Neither Bath nor St Andrew's offer law as an undergraduate subject. OP, you may be able to judge the quality of Academic007's advice about law degrees by the fact that he or she didn't know that.
As for the Russell Group, people often mistake correlation for causation, and overlook the fact that many law firms and barristers chambers recruit "university-blind".
The success of Russell Group graduates in legal careers is an example of a self-fulfilling prophecy. The Russell Group universities tend to have the best resources and they attract high achieving students and academics. They may (not must) deliver a qualitatively better law degree.
Take Oxford, for example. Some criticise the fact that the undergraduates only have two optional papers, but they study the core subjects intensely, and this can be distinctly evident when you're up against an Oxford law graduate barrister in court, as I often am (armed with a mere history degree and a PGDL, although nowadays I have decades of experience, so I've caught up). To cheer Academic007 up, I've been up against some redoubtable opponents with law degrees from Nottingham.

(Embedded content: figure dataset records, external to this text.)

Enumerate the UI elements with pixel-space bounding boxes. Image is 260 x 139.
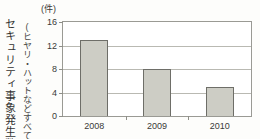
y-tick-mark [59, 46, 63, 47]
y-tick-mark [59, 93, 63, 94]
y-tick-label: 12 [47, 41, 57, 51]
y-axis-title: セキュリティ事象発生数 [4, 18, 15, 139]
y-axis-note: (ヒヤリ・ハットなどすべて軽度なもの) [22, 22, 31, 139]
y-tick-label: 8 [52, 64, 57, 74]
x-tick-label-2009: 2009 [147, 121, 167, 131]
y-tick-mark [59, 69, 63, 70]
y-tick-label: 16 [47, 17, 57, 27]
bar-2010 [206, 87, 234, 116]
y-tick-label: 4 [52, 88, 57, 98]
y-tick-mark [59, 22, 63, 23]
x-tick-label-2010: 2010 [210, 121, 230, 131]
bar-2008 [80, 40, 108, 116]
x-tick-mark [126, 116, 127, 120]
y-axis-unit-label: (件) [41, 2, 56, 15]
y-tick-label: 0 [52, 111, 57, 121]
bar-2009 [143, 69, 171, 116]
plot-area: 0481216200820092010 [62, 21, 252, 117]
x-tick-mark [188, 116, 189, 120]
y-tick-mark [59, 116, 63, 117]
x-tick-label-2008: 2008 [84, 121, 104, 131]
chart-screenshot: セキュリティ事象発生数 (ヒヤリ・ハットなどすべて軽度なもの) (件) 0481… [0, 0, 260, 139]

By contrast, I know someone who has what the University of Law calls a first and she doesn't know what a contract is. So quality counts, but quality isn't just a question of branding.
The reason to go to a Russell Group university is that they are good universities. There are several other universities not in the Russell Group which are good, and the notion that you can't get into a legal career without a degree from a Russell Group university is untrue. People are hired as individuals. Nobody gets hired simply on the strength of a CV that says BA (Cantab) or LLB (Nott).